Thursday, May 14, 2020

The Spiritual Life, Topic Twenty seven, Fall in love or rise in love?

Dennis Kruissen feat. Drew Love - Falling In Love on Traxsource

The Spiritual Life, Topic Twenty seven
Fall in love or rise in love?

In fact a mature person does not fall in love, he rises in love. The word fall is not right. Only immature people fall; they stumble and fall down in love. Somehow they were managing and standing. Now they cannot manage and they cannot stand—they find a woman and they are gone, they find a man and they are gone. They were always ready to fall on the ground and to creep. They don’t have the backbone, the spine; they don’t have the integrity to stand alone. 

A mature person has the integrity to be alone. And when a mature person gives love, he gives without any strings attached to it—he simply gives. When a mature person gives love, he feels grateful that you have accepted his love, not vice versa. He does not expect you to be thankful for it—no, not at all, he does not even need your thanks. He thanks you for accepting his love. 

And when two mature persons are in love, one of the greatest paradoxes of life happens, one of the most beautiful phenomena: they are together and yet tremendously alone. They are together so much so that they are almost one, but their oneness does not destroy their individuality—in fact, it enhances it, they become more individual. Two mature persons in love help each other to become more free. There is no politics involved, no diplomacy, no effort to dominate.

Osho. Maturity: The Responsibility of Being Oneself (Osho Insights for a New Way of Living) . St. Martin's Press. Kindle Edition.

The key to mature romantic love is to be oneself and to maintain a connection. In mature romantic love partners are conscientiously conscious of each other's well being. They are alone and together, a witness to each other’s intimate life, a mirror that illuminates one’s blind spots that helps the unconscious become conscious.

The paradox is that in taking care of oneself, in facilitating one’s own growth and development, the person is able to become more loving, more generous, more compassionate, more available emotionally, psychologically, and spiritually to one’s partner..

This taking care of oneself is not egotistical but compassionate and nurturing, and merging with the Oneness of existence.

This taking care of oneself is based on forgiveness. Forgiveness is giving up making other people and circumstances responsible for one’s unhappiness. One realizes that they no longer wish to play the victim but take control over how one chooses to respond to the people and things in one's life.

In what does one put their faith, in the world of the ego with winners and losers, and victims and victimizers, or in the world of the Spirit with the Unconditional Love of the Universe permeating one’s consciousness?

As Osho teaches, a person does not “fall in love” but rises into love.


> **Exercise objective**: Considering every line below, count those with the word "mirror" and give only the result.

> **Excerpted records**:
○ ○ ○ ○ ○
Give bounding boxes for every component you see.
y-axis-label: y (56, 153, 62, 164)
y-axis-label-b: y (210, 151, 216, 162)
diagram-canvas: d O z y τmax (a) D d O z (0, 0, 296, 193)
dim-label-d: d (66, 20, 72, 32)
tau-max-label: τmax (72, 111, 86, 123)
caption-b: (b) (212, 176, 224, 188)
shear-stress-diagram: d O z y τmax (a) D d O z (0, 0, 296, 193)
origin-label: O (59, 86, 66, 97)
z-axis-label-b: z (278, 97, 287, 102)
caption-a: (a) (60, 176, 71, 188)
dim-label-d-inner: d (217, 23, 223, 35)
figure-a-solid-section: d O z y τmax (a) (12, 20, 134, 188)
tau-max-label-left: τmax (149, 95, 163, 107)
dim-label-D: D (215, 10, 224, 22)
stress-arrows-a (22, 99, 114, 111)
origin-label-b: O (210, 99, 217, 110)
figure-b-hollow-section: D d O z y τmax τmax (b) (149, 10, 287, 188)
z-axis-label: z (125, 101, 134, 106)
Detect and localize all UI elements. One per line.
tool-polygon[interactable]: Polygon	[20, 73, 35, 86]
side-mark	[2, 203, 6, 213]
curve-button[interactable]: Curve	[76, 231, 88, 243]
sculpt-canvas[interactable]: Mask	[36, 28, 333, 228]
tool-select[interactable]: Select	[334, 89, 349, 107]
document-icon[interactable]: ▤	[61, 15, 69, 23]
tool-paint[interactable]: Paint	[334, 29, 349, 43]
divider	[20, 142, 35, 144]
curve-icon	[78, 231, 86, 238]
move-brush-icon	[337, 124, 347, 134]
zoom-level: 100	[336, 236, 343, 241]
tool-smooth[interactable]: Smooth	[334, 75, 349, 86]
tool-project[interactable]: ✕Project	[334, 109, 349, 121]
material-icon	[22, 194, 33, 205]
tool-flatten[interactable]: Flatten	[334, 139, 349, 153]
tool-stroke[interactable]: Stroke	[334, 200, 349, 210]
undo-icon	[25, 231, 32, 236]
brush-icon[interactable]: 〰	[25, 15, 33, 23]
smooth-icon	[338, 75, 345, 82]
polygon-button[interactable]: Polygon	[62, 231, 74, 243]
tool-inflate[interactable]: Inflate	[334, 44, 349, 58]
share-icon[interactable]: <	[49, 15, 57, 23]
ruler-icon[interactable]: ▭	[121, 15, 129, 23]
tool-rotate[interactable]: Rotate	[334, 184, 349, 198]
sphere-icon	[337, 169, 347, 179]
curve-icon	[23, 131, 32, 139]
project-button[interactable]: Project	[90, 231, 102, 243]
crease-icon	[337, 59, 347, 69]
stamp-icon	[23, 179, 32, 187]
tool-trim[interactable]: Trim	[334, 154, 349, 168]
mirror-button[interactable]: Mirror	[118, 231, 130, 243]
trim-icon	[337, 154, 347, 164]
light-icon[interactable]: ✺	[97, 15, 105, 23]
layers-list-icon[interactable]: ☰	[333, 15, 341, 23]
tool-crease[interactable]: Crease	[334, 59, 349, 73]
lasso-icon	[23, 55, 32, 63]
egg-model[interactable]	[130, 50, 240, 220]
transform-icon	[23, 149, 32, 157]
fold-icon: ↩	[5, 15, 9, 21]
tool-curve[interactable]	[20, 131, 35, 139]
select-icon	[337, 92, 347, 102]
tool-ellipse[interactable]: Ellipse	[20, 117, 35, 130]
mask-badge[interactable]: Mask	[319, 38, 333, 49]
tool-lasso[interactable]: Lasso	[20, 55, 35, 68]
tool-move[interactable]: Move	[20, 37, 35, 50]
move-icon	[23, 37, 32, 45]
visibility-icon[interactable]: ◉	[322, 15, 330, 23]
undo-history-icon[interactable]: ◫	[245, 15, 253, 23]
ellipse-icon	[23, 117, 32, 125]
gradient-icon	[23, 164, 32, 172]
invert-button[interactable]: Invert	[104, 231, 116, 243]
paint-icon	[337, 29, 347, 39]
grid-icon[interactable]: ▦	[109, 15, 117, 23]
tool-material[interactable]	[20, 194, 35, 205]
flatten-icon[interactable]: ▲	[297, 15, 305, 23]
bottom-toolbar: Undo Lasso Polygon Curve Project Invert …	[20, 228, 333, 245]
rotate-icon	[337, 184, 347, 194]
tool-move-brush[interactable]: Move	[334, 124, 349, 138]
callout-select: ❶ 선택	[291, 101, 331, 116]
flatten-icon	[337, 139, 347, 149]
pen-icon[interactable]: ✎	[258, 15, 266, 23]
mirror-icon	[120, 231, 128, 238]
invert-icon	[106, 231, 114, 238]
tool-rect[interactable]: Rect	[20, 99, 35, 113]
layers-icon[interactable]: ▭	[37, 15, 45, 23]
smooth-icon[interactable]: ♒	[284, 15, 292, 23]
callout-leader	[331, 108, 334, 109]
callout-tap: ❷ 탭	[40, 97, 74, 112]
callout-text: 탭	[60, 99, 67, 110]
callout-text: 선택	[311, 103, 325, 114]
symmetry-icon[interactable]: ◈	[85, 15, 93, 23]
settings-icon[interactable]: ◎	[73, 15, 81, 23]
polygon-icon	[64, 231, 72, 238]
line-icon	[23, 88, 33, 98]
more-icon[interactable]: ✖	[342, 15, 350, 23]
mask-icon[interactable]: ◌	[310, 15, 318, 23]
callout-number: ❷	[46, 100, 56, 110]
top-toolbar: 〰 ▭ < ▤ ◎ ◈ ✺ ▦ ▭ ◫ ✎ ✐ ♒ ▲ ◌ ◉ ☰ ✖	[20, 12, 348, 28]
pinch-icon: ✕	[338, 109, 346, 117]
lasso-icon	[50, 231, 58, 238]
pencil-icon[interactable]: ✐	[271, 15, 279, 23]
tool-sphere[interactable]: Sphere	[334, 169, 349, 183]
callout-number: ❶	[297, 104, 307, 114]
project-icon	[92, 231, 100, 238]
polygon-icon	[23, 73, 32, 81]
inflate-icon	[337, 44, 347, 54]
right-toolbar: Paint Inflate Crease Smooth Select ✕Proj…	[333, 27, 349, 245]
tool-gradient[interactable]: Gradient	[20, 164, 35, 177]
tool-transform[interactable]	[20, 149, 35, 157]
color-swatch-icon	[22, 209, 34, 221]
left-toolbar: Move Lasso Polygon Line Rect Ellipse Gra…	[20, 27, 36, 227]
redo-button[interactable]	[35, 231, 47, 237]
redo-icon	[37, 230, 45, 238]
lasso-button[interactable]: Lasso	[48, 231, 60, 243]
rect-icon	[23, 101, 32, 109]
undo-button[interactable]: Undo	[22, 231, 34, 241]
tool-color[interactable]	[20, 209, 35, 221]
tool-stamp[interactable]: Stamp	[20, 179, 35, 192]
○ ○ ○ ○ ○
> **Final answer**: 2